Embedded reporting results in coverage “so positive as to verge on celebratory”
Early results of the Pentagon’s public relations experiment with 500 “embedded” news reporters in Iraq has gone over so well that “the war itself is selling like beer on a troopship, thanks in part to compelling news accounts from reporters bunking with frontline units,” reported the New York Times.
Carefully devised by the Pentagon to counter years of complaints by news organizations about restrictions on combat coverage, the new “embedding” policy, said the Times, has produced riveting images of fighter jets on carriers and tanks plowing across the Iraqi desert, accompanied by household faces like Ted Koppel of ABC's Nightline and of surrendering Iraqi soldiers with their hands held high."
Even for all the military's orchestration of events, said the Times, news organizations have so far expressed satisfaction with the arrangements, which offer much greater access in exchange for relatively few restrictions. “And the bulk of the coverage has been so positive as to verge on celebratory,” the newspaper reported.

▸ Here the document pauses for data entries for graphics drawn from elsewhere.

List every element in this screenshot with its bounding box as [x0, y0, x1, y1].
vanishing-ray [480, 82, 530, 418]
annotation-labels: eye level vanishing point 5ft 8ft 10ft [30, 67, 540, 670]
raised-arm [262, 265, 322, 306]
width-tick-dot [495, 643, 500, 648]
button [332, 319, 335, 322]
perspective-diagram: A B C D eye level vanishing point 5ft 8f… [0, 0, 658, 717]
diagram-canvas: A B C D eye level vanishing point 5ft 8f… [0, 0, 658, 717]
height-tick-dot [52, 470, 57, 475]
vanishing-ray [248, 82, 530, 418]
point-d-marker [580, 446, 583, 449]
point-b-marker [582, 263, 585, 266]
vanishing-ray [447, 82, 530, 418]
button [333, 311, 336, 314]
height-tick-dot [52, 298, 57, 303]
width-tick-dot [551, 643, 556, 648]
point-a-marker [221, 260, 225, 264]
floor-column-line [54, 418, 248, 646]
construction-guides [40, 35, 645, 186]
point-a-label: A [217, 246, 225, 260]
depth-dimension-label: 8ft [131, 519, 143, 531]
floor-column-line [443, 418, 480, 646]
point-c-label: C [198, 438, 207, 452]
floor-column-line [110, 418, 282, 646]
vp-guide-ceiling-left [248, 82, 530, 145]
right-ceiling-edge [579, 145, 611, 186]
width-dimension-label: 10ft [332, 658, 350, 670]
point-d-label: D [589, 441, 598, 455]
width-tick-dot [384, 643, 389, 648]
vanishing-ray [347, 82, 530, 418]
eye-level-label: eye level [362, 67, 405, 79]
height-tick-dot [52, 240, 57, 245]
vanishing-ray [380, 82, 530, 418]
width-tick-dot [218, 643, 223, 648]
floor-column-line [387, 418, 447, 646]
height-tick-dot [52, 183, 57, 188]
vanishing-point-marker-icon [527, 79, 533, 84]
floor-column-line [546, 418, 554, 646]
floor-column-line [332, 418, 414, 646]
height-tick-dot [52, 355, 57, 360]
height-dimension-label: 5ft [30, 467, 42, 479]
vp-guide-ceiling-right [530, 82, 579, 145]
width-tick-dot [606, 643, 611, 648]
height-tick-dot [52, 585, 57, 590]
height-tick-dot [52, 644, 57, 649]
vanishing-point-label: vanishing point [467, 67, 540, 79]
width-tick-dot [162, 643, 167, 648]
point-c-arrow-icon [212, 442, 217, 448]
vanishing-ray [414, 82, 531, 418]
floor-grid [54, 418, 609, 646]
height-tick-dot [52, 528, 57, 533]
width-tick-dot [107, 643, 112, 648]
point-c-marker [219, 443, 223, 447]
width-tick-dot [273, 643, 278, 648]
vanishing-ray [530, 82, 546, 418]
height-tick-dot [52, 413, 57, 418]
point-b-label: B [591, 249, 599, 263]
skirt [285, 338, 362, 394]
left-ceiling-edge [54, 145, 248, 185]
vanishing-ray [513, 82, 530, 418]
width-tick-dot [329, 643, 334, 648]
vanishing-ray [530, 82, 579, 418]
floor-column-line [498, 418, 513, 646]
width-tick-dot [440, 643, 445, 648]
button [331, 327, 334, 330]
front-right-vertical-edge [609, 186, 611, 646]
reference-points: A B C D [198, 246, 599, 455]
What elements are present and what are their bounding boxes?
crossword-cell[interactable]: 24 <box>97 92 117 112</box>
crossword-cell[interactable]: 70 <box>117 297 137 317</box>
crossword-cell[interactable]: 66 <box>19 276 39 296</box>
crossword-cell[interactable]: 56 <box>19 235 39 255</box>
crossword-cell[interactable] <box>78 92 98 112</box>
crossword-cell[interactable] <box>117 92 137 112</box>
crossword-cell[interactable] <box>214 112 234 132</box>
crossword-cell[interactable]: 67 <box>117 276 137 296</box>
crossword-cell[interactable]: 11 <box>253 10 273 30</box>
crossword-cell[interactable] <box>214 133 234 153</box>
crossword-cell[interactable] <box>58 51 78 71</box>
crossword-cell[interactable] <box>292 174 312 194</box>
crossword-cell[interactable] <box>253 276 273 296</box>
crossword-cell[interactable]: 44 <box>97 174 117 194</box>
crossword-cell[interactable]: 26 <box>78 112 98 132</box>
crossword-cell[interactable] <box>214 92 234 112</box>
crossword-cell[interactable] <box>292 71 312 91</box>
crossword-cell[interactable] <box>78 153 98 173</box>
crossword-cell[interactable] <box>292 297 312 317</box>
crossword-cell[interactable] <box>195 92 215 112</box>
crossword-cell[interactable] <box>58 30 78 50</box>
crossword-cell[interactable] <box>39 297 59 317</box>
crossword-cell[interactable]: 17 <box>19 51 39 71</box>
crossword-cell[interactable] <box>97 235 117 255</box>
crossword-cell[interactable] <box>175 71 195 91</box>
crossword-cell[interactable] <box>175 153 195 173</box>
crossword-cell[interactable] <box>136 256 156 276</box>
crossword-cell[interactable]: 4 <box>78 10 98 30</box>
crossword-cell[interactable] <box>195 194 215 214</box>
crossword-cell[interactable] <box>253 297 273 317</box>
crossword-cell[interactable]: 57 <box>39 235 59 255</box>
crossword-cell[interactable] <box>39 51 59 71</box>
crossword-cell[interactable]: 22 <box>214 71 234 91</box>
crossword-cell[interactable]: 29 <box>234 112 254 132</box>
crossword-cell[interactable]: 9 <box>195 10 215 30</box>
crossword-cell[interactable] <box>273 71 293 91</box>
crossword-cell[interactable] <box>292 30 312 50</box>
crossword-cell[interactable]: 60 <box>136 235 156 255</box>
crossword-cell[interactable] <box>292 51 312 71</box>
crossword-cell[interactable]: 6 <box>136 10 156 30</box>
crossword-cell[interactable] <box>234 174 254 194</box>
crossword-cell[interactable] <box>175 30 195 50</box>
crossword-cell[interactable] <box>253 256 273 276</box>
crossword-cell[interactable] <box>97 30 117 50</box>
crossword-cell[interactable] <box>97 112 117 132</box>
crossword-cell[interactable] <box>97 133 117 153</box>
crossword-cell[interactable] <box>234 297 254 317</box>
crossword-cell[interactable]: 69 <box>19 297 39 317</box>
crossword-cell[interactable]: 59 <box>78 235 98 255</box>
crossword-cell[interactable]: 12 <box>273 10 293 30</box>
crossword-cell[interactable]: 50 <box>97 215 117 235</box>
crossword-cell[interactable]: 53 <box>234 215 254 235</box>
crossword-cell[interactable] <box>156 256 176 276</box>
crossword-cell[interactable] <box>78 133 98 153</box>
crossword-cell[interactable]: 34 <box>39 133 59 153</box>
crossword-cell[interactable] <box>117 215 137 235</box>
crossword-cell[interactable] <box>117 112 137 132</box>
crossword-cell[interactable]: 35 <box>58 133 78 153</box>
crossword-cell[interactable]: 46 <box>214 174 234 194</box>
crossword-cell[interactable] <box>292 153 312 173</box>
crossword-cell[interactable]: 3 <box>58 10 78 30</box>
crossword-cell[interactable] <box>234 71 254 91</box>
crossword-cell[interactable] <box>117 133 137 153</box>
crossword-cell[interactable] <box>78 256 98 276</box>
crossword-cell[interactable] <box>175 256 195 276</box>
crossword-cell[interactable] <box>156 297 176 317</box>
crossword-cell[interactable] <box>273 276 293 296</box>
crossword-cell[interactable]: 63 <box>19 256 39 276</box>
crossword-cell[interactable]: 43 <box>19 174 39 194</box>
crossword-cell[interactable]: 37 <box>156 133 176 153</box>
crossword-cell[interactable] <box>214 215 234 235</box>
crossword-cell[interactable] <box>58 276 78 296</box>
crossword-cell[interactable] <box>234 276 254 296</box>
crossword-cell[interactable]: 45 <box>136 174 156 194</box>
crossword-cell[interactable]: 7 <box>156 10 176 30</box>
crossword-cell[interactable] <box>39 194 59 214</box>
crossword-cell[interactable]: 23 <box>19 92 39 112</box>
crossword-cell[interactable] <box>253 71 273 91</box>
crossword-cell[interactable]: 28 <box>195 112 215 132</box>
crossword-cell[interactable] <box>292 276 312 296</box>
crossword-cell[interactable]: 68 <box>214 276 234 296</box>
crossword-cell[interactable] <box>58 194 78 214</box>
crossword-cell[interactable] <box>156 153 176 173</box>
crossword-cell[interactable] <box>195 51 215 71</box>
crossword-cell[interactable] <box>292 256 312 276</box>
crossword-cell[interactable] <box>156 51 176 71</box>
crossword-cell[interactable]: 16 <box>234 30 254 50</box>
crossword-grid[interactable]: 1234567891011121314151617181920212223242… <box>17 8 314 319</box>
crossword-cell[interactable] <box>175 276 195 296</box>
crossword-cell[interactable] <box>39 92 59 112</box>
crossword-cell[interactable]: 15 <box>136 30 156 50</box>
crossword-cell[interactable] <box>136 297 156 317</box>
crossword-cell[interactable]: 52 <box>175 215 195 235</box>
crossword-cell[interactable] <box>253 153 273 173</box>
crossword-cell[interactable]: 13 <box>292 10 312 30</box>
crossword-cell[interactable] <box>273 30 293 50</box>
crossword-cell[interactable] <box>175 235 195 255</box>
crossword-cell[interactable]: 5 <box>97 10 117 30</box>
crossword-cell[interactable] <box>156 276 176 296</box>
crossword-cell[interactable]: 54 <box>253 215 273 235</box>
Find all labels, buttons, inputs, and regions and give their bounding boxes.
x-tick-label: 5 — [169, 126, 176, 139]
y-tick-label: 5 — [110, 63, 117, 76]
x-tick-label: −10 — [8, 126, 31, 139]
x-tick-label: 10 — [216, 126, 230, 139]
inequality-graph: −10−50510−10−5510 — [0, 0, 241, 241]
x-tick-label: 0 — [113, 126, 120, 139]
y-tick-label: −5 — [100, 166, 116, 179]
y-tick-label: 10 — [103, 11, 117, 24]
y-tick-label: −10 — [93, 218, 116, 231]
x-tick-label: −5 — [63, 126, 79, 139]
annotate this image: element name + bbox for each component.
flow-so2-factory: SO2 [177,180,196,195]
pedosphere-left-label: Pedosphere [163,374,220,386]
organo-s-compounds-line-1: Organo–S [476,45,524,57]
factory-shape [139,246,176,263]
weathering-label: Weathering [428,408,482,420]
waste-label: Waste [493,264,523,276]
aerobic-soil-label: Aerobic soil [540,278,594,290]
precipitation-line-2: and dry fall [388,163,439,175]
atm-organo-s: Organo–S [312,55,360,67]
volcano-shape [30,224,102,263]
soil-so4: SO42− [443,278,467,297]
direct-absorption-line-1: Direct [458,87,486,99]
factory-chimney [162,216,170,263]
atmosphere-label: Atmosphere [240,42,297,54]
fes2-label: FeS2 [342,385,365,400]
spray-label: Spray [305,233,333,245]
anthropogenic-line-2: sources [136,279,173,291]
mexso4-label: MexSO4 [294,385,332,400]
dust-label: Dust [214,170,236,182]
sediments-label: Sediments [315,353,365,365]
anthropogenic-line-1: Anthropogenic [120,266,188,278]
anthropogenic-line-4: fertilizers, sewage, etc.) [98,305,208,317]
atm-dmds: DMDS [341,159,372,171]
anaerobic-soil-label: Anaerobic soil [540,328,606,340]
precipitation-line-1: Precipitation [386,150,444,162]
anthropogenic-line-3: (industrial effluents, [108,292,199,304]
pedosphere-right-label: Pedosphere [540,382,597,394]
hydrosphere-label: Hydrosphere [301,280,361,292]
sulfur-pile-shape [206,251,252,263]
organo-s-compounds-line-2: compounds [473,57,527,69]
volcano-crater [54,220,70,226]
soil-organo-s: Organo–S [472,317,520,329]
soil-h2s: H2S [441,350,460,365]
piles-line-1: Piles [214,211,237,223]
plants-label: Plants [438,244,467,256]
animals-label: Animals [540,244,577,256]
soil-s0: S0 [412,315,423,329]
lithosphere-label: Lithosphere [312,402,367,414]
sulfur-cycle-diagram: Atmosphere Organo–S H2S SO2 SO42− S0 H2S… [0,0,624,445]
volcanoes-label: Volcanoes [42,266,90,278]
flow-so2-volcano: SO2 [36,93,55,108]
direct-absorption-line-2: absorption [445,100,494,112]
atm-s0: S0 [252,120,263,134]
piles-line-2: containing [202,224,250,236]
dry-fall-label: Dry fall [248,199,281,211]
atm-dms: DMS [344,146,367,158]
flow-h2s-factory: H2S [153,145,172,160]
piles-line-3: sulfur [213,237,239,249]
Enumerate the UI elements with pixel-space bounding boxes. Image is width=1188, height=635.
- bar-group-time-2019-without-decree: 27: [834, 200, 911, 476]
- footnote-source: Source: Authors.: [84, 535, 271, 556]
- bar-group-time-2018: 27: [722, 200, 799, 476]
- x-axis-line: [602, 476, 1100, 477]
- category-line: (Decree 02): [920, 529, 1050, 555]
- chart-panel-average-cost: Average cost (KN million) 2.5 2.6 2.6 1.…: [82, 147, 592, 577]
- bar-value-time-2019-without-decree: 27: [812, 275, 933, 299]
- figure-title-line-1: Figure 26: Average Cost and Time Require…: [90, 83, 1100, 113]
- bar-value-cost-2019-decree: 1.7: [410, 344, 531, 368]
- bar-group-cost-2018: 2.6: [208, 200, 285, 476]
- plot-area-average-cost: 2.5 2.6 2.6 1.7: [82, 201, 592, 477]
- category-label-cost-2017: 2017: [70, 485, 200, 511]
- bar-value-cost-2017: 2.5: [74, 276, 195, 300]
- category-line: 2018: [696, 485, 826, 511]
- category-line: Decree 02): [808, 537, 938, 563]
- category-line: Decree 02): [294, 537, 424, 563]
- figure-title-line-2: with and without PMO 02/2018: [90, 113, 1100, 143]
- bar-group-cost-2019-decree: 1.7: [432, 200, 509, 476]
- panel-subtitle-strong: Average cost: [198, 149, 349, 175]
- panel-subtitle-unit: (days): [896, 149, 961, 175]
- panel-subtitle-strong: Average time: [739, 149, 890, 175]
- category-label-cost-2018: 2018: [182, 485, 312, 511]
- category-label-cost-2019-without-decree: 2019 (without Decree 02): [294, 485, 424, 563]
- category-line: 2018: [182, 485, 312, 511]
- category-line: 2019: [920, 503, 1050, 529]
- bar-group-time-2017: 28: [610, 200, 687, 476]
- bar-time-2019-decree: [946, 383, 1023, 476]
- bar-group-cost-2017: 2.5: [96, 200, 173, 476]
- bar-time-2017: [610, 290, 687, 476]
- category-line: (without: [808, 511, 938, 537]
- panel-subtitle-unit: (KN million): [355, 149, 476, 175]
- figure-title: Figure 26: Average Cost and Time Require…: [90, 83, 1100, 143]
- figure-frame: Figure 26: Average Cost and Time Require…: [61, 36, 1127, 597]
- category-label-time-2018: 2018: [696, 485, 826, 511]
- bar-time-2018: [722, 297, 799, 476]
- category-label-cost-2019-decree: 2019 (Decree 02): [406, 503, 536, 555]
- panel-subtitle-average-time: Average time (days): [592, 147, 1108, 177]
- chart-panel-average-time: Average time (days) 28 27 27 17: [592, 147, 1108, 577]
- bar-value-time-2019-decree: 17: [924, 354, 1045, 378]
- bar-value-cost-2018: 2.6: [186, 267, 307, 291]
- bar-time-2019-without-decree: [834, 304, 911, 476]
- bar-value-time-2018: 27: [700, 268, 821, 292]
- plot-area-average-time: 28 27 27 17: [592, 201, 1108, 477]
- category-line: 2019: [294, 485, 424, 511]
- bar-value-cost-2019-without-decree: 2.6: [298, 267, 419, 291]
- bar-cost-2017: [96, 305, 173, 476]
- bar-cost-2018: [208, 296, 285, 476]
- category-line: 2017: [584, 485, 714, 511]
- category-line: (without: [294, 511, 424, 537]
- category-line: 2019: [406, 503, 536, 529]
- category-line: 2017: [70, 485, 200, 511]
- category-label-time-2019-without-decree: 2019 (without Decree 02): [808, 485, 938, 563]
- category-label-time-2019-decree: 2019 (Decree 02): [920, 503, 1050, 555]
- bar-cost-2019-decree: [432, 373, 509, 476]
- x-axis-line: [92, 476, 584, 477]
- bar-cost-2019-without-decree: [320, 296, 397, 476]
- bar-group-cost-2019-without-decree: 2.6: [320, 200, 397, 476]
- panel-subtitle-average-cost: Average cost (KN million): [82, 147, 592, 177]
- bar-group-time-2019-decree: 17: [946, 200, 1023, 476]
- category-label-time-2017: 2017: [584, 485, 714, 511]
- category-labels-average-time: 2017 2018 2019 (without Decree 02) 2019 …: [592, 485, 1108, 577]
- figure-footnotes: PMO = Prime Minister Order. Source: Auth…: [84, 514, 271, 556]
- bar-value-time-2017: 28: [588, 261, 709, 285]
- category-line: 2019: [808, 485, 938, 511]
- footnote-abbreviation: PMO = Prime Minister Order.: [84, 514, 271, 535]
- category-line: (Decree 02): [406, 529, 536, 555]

The newspaper said “some reporters have been given extraordinary access, allowed to sit in on secret briefings, watching computerized maps of the battlefield with the latest satellite photos, in the middle of the Kuwait desert, for example. The cardinal rule: No reporting, not even any phone calls to their editors, that might divulge details of future operations, and no private satellite telephones, cell phones or sidearms. Showers are scarce, hot meals spotty, but reporters assigned to military units recount friendly, open conversations with G.I.'s, surgeons, drivers, dentists and communications experts, described by one correspondent as “quite talkative” and “extremely interested in what I do.”
According to the Times, the Pentagon's guidelines, signed by each attached journalist, allow reporting of general troop strength and casualty figures, confirmed figures of enemy soldiers captured and broad information about previous combat actions. Reporters are barred from divulging specifics about troop movements and locations, unless authorized. The identities of wounded or killed Americans may not be reported for 72 hours, or until next of kin can be notified, and local commanders may impose embargoes to protect operations.